Hint: It’s not what you think.
We have cameras because they’re very, very useful in resolving disputes with tenants. Here are a few examples:
- We had a tenant in 2516 Kent St. who insisted that she didn’t have a dog. She hadn’t disclosed a dog when she applied for the apartment and certainly hadn’t paid a pet deposit. So it was awesome to be able to email her 5 video clips of her walking a pit bull out of her unit to the backyard (presumably to have it crap there and not pick up after it) and then back to her unit.
- That same tenant also swore up and down that she lived alone. So it was, again, awesome to be able to send her 5 clips of the three other people she had living with her in her one bedroom apartment (along with the pit bull!).
- Another tenant claimed the gate of our building had suddenly slammed closed, damaging her car. She wanted thousands of dollars to pay for repairs. So we sent her a clip of her opening the gate with her remote, driving half-way through, stopping her car, answering a cell call, and talking for 5 minutes or so before the gate closed on her car.
I just wish we had had cameras when one of our tenants invited some guests into a building, guests who proceeded to vandalize the backyard furniture. This tenant was paying $550 / month for a $1,250 apartment. Video of that incident would have been worth probably $50,000 to me, in the form of a swift nuisance eviction.
If you’re trying to run clean, quite, nice buildings you need to make sure that you keep an eye on things. And there’s no better way to do that with a small staff than to install some unobtrusive cameras.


## DESCRIPTION OF THE TASK
Examine each line of the data, and copy the ones containing "book".

## SUPPLIED RECORDS
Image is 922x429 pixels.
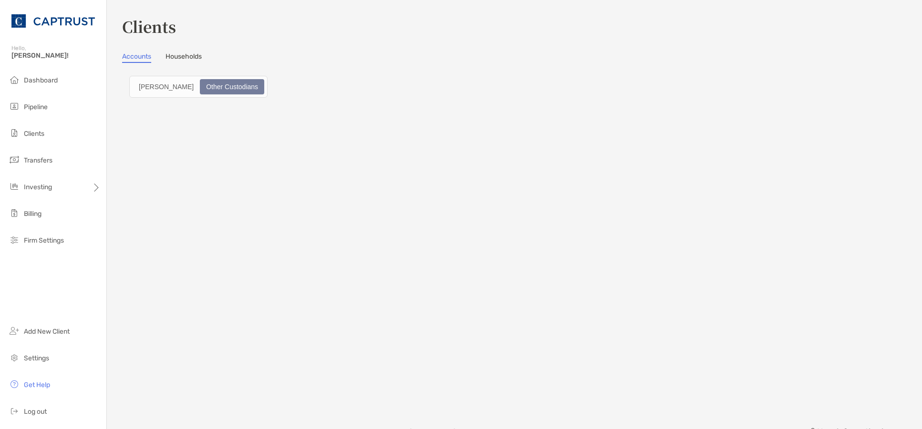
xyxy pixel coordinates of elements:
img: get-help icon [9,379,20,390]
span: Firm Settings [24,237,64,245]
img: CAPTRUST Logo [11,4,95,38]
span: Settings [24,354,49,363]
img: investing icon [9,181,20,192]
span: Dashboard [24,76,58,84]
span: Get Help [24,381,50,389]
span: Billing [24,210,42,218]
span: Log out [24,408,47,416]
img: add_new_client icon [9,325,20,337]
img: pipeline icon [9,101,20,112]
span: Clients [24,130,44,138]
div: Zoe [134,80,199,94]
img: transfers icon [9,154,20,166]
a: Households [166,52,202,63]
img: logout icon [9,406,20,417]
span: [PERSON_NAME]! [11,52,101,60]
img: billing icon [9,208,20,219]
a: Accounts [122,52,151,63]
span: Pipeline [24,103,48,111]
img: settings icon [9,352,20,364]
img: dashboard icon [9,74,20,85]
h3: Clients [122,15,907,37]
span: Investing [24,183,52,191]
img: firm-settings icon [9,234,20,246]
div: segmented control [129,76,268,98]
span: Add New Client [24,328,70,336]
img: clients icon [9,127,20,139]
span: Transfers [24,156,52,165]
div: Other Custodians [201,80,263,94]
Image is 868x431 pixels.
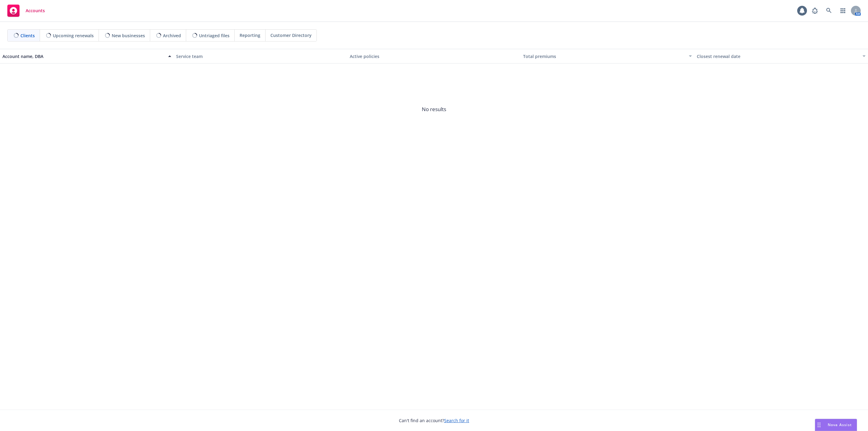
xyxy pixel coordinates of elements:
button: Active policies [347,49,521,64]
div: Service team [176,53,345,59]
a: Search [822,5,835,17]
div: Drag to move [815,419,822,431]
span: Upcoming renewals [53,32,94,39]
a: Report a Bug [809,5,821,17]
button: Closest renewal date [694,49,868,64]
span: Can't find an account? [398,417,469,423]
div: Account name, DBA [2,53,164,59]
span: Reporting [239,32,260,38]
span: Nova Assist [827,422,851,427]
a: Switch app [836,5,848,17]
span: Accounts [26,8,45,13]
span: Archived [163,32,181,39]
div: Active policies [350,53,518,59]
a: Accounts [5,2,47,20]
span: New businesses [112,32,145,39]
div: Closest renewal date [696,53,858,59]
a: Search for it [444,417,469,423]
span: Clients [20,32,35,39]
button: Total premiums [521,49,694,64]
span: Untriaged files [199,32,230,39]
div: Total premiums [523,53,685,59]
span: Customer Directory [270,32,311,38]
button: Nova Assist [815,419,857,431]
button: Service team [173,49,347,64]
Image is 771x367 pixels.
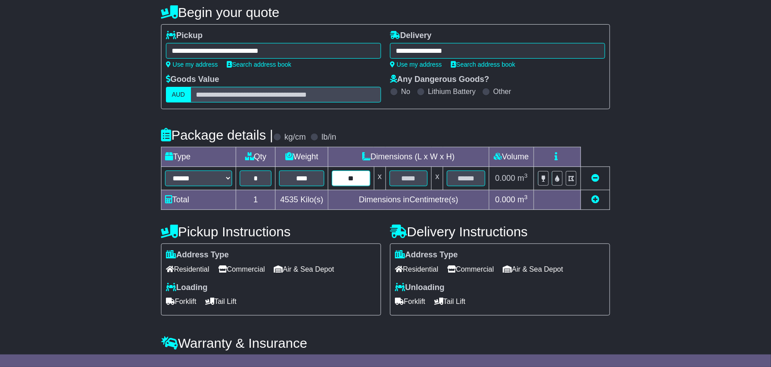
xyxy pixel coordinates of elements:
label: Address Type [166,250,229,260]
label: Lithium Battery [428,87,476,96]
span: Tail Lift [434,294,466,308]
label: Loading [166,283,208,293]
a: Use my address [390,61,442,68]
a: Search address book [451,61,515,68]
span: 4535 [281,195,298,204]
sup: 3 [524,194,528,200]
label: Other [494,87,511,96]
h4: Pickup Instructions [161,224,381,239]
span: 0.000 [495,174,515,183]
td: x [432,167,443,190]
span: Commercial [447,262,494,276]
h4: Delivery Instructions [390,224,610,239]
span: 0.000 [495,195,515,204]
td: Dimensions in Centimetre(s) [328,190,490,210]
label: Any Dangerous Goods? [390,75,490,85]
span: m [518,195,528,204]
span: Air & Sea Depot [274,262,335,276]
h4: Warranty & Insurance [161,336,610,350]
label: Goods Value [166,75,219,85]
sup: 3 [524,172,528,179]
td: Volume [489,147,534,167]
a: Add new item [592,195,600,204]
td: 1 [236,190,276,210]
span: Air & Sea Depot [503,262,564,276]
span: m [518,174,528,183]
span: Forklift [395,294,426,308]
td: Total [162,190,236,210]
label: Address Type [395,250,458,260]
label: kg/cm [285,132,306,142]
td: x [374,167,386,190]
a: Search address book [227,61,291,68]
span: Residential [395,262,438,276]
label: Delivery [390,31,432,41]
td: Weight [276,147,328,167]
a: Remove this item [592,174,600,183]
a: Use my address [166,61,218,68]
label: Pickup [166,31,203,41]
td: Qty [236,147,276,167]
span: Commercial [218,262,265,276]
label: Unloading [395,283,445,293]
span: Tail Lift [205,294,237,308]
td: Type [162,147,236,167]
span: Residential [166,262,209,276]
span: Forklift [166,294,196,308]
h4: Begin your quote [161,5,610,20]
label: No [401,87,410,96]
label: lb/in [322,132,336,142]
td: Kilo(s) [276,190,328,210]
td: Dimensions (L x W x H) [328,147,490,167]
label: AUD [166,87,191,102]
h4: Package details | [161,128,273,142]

* * *

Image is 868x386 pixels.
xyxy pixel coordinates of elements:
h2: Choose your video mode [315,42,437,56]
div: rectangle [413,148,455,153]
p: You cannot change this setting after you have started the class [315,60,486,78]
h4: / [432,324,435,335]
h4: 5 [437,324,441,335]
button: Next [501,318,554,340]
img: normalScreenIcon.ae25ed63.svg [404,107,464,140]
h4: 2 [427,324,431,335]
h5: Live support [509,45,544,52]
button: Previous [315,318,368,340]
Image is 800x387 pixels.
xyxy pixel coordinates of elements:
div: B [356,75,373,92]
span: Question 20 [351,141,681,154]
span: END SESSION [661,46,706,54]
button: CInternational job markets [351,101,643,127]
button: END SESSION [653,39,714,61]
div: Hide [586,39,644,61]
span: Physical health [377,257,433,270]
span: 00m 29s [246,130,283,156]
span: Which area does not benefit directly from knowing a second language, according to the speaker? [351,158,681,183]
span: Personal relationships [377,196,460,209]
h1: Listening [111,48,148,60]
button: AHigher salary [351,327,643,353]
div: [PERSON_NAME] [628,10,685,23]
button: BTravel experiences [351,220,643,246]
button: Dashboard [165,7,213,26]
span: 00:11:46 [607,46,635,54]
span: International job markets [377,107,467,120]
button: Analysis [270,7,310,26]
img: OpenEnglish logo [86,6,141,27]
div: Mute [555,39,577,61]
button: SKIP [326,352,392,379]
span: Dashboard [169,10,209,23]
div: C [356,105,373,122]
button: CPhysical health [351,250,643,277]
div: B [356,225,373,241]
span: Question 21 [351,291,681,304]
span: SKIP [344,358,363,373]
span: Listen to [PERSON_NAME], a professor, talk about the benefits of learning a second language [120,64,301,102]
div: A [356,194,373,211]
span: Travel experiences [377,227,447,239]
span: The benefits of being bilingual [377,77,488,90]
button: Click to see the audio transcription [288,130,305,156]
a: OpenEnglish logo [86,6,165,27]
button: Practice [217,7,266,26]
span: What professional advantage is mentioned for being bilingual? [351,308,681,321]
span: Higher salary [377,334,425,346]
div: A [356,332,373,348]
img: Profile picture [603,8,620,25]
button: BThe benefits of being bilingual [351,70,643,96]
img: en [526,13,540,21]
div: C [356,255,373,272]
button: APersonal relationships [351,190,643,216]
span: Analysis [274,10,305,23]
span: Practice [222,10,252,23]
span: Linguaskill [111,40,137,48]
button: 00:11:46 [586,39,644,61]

## EXPECTED ANSWER
a: Search address book [451,61,515,68]
a: Search address book [227,61,291,68]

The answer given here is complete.